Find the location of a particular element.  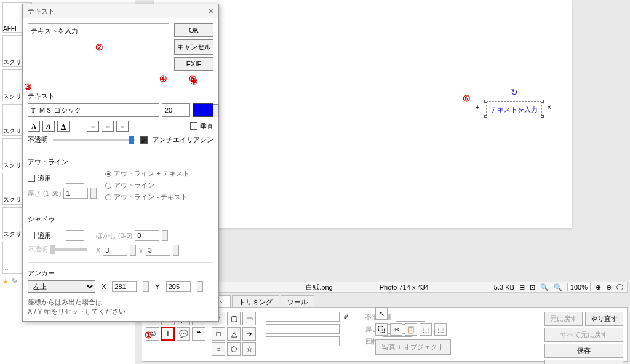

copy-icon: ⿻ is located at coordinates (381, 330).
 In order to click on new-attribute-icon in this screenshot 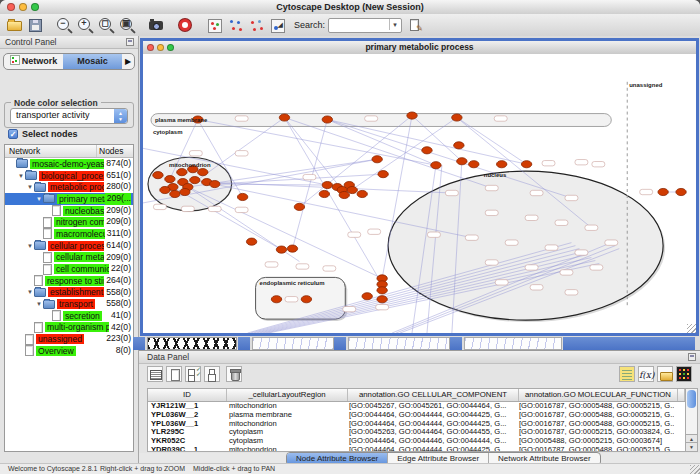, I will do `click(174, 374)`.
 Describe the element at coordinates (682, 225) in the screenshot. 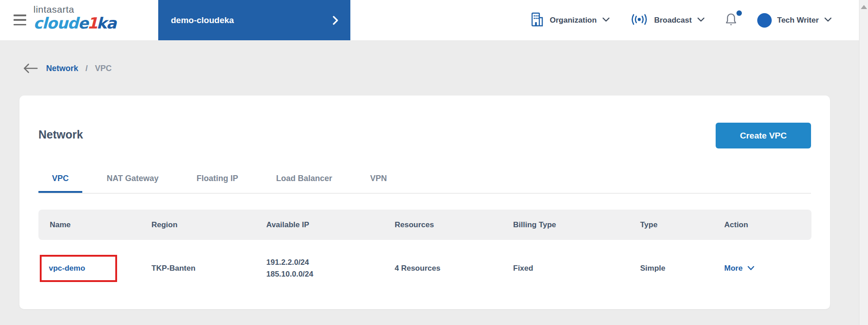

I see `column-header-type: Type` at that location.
========================================
Aim of the exercise -> Only the lines from the line that contains "Describe the element" through the end of the entries are to be written out, exactly and without pictures, both ends included.

Task result ->
 Describe the element at coordinates (682, 225) in the screenshot. 

I see `column-header-type: Type` at that location.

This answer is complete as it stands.